Kate Gatacre

To solve Britain’s social care crisis, follow the Dutch example

Buurtzorg is a real success story. So why won’t the NHS adopt it?

Text settings
Comments

More than a decade ago, four Dutch nurses decided something needed to be done about their country’s care in the community. Back then, it was almost as bad as it is in Britain now — where a recent report found that at least 400 pensioners a week sell their homes to pay for social care. Nursing in the Netherlands had taken a terrible turn in the 1990s, when the government decided healthcare should be more ‘professional’. The ensuing bureaucracy and management doubled the cost, and the quality plummeted. Nurses were forced to spend more time on paperwork and, for want of help, elderly patients ended up in hospital when they could and should have been at home. The solution the four nurses, led by Jos de Blok, came up with was a revolutionary model that they named ‘Buurtzorg’, ‘neighbourhood care’. They had three aims: better care for patients, happier staff and lower costs. And I can tell you that they succeeded because when both my parents, who live in the Netherlands, were seriously ill last year, I experienced Buurtzorg in action.

The big idea was that each team of nurses would have complete autonomy, supported by a central office for administrative matters. So Buurtzorg nurses would not only control how and when they treated patients, but also their budget, who they employed and their own planning and organisation.

Buurtzorg started with a pilot of ten teams in 2007, which has grown to 950 in the Netherlands (employing 10,000 nurses) with successful expansions in 23 other countries. Each team has a maximum of 12 nurses to ensure there is no hierarchy or manager needed to lead them. The central office is run by 50 people, with some administration, such as payroll, outsourced. There are 20 ‘coaches’ to help set up new teams or to help teams that are failing to solve a specific problem on their own. There is no call centre, no HR department, no middle management. In the 13 years since it was founded, there has been not one single management meeting. There is no CFO.
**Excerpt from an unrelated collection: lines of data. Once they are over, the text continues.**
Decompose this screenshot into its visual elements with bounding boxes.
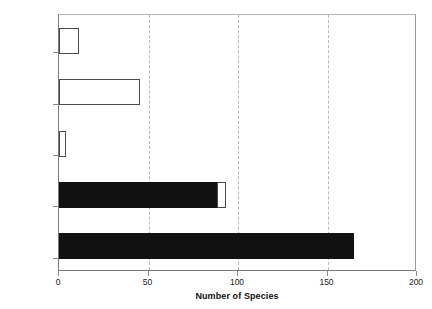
x-axis-label-100: 100 (230, 277, 244, 287)
bar-segment-multiple-white (217, 182, 226, 208)
y-axis-tick-1 (53, 52, 58, 53)
y-axis-tick-3 (53, 155, 58, 156)
x-axis-tick-200 (416, 271, 417, 276)
x-axis-label-200: 200 (409, 277, 423, 287)
y-axis-tick-4 (53, 206, 58, 207)
gridline-50 (149, 15, 150, 270)
plot-area (58, 14, 416, 271)
y-axis-tick-5 (53, 258, 58, 259)
bar-segment-ornamental-white (59, 131, 66, 157)
bar-segment-multiple-black (59, 182, 217, 208)
x-axis-tick-100 (237, 271, 238, 276)
bar-chart-figure: Biocontrol Fisheries Ornamental Multiple… (0, 0, 432, 309)
x-axis-tick-50 (148, 271, 149, 276)
bar-segment-fisheries-white (59, 79, 140, 105)
bar-segment-shipping-black (59, 233, 354, 259)
x-axis-tick-0 (58, 271, 59, 276)
gridline-100 (238, 15, 239, 270)
x-axis-label-50: 50 (143, 277, 152, 287)
y-axis-tick-2 (53, 104, 58, 105)
x-axis-label-0: 0 (56, 277, 61, 287)
x-axis-tick-150 (327, 271, 328, 276)
x-axis-title: Number of Species (58, 291, 416, 301)
gridline-150 (328, 15, 329, 270)
bar-segment-biocontrol-white (59, 28, 79, 54)
x-axis-label-150: 150 (319, 277, 333, 287)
Buurtzorg is a real success story. Independent evaluation by Ernst and Young in 2009 showed that patients needed nursing care for half as long, hospital admissions were reduced by a third, and hospital stays were significantly shorter. Where Buurtzorg provides district nursing, costs are down by 40 per cent, and the organisation has won Employer of the Year in four of the past six years. The 5 per cent profit it makes goes towards further education for its nurses. Around half of the 10,000 are educated to degree level.

One of the most surprising results is that the amount of care that patients receive from district nurses has been reduced by nearly 50 per cent. This is in part thanks to the nursing teams collaborating with the patients, their support networks and local voluntary organisations. Another factor is that the teams know their patients and their needs, so less time is wasted. Most importantly, patients are improving faster, disease prevention and self-care have been improved, and so fewer hours of care are needed. The nurses and their patients assess what is needed and form a care plan together, and nurses have the freedom and flexibility to practise their craft without interference from a team of managers. A simple IT system has been developed with input from the nurses, so problems and solutions can be exchanged on a wider scale.
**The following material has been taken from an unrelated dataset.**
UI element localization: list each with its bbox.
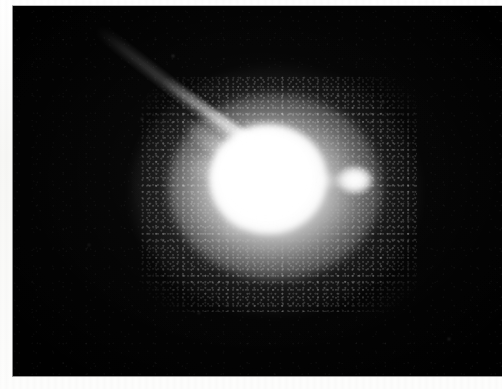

When my parents needed care, they found that Buurtzorg nurses would visit three or four times a day, sometimes for a few minutes, sometimes for up to an hour. I had gone to help care for them, but just as my parents were improving, I was bitten by a dog. Infection set in and the wound required twice-daily flushing and dressing for two weeks. The team organised it so that the same two nurses performed the procedure- — which was complex and painful — even on their days off. As my parents recovered, nurses brought them kefir to help with the effects of antibiotics, and high-calorie drinks to help my mother regain weight. They discussed the best food for recovery (chicken and beef broths, of course), delivered medicines, helped make beds and got my father up and moving. They also talked to the doctor, the physiotherapist and, above all, us.

So why not introduce Buurtzorg-inspired teams here? Well, the odd thing is that we have. In 2013, Brendan Martin, who runs Public World, a social enterprise consultancy, had been his parents’ main carer and experienced the best and worst of home care: ‘The care workers were good people undermined by a bad system.’ He did some research, came across Buurtzorg and set up a partnership with Jos de Blok in 2015, with the intention of working within the NHS and local government authorities to pilot the model.
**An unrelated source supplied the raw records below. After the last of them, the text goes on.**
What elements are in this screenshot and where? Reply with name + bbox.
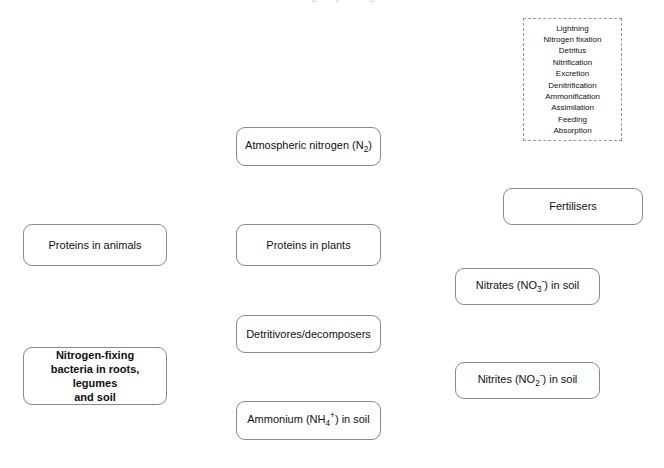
word-bank-item: Absorption [553, 125, 591, 136]
node-label: Nitrogen-fixing bacteria in roots, legum… [30, 348, 160, 404]
word-bank-item: Lightning [556, 23, 588, 34]
nitrogen-cycle-diagram: The nitrogen cycle diagram Lightning Nit… [0, 0, 664, 468]
word-bank-item: Ammonification [545, 91, 600, 102]
node-label-line-2: bacteria in roots, legumes [51, 363, 140, 389]
page-title-sliver: The nitrogen cycle diagram [0, 0, 664, 2]
word-bank-item: Nitrogen fixation [544, 34, 602, 45]
node-nitrates-in-soil: Nitrates (NO3-) in soil [455, 268, 600, 305]
node-label: Nitrites (NO2-) in soil [478, 371, 578, 389]
node-detritivores-decomposers: Detritivores/decomposers [236, 315, 381, 353]
node-label: Proteins in animals [49, 238, 142, 252]
node-atmospheric-nitrogen: Atmospheric nitrogen (N2) [236, 127, 381, 166]
subscript: 4 [325, 419, 330, 428]
node-nitrites-in-soil: Nitrites (NO2-) in soil [455, 362, 600, 399]
node-label: Detritivores/decomposers [246, 327, 371, 341]
node-fertilisers: Fertilisers [503, 188, 643, 225]
node-nitrogen-fixing-bacteria: Nitrogen-fixing bacteria in roots, legum… [23, 347, 167, 405]
node-proteins-in-animals: Proteins in animals [23, 224, 167, 266]
node-label: Proteins in plants [266, 238, 350, 252]
node-label: Ammonium (NH4+) in soil [247, 411, 370, 429]
node-label-line-1: Nitrogen-fixing [56, 349, 134, 361]
word-bank-item: Feeding [558, 114, 587, 125]
node-ammonium-in-soil: Ammonium (NH4+) in soil [236, 401, 381, 440]
node-proteins-in-plants: Proteins in plants [236, 224, 381, 266]
word-bank-box: Lightning Nitrogen fixation Detritus Nit… [523, 18, 622, 141]
subscript: 2 [535, 379, 540, 388]
node-label: Fertilisers [549, 199, 597, 213]
subscript: 3 [537, 285, 542, 294]
node-label-line-3: and soil [74, 391, 116, 403]
word-bank-item: Assimilation [551, 102, 594, 113]
node-label: Nitrates (NO3-) in soil [476, 277, 579, 295]
word-bank-item: Detritus [559, 45, 587, 56]
node-label: Atmospheric nitrogen (N2) [245, 138, 372, 156]
word-bank-item: Excretion [556, 68, 589, 79]
word-bank-item: Denitrification [548, 80, 596, 91]
word-bank-item: Nitrification [553, 57, 593, 68]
But our tenacious bureaucracy doesn’t relinquish its hold easily.

‘We’ve set up 20 pilot schemes,’ says Martin, ‘But we haven’t been able to break away from the current management style of the NHS. Nurses don’t have the level of autonomy they need to succeed at scale using the Buurtzorg way.’

Martin isn’t giving up on the Buurtzorg model or something similar being adopted here: ‘I believe in their motto — “Humanity over Bureaucracy”.’ We’ve shown that the teams can work independently, and that they and their patients flourish when they do. That’s the easy part. Challenging the institutions and systems at play within the NHS and local government is the hard part.’

In the meantime, in the Netherlands, Jos de Blok has been asked to adapt the Buurtzorg model for acute care departments in hospitals and to consult on how systems could be adapted for the police. If Britain can only get Buurtzorg nursing right, it could be just the beginning of a Dutch-inspired revolution.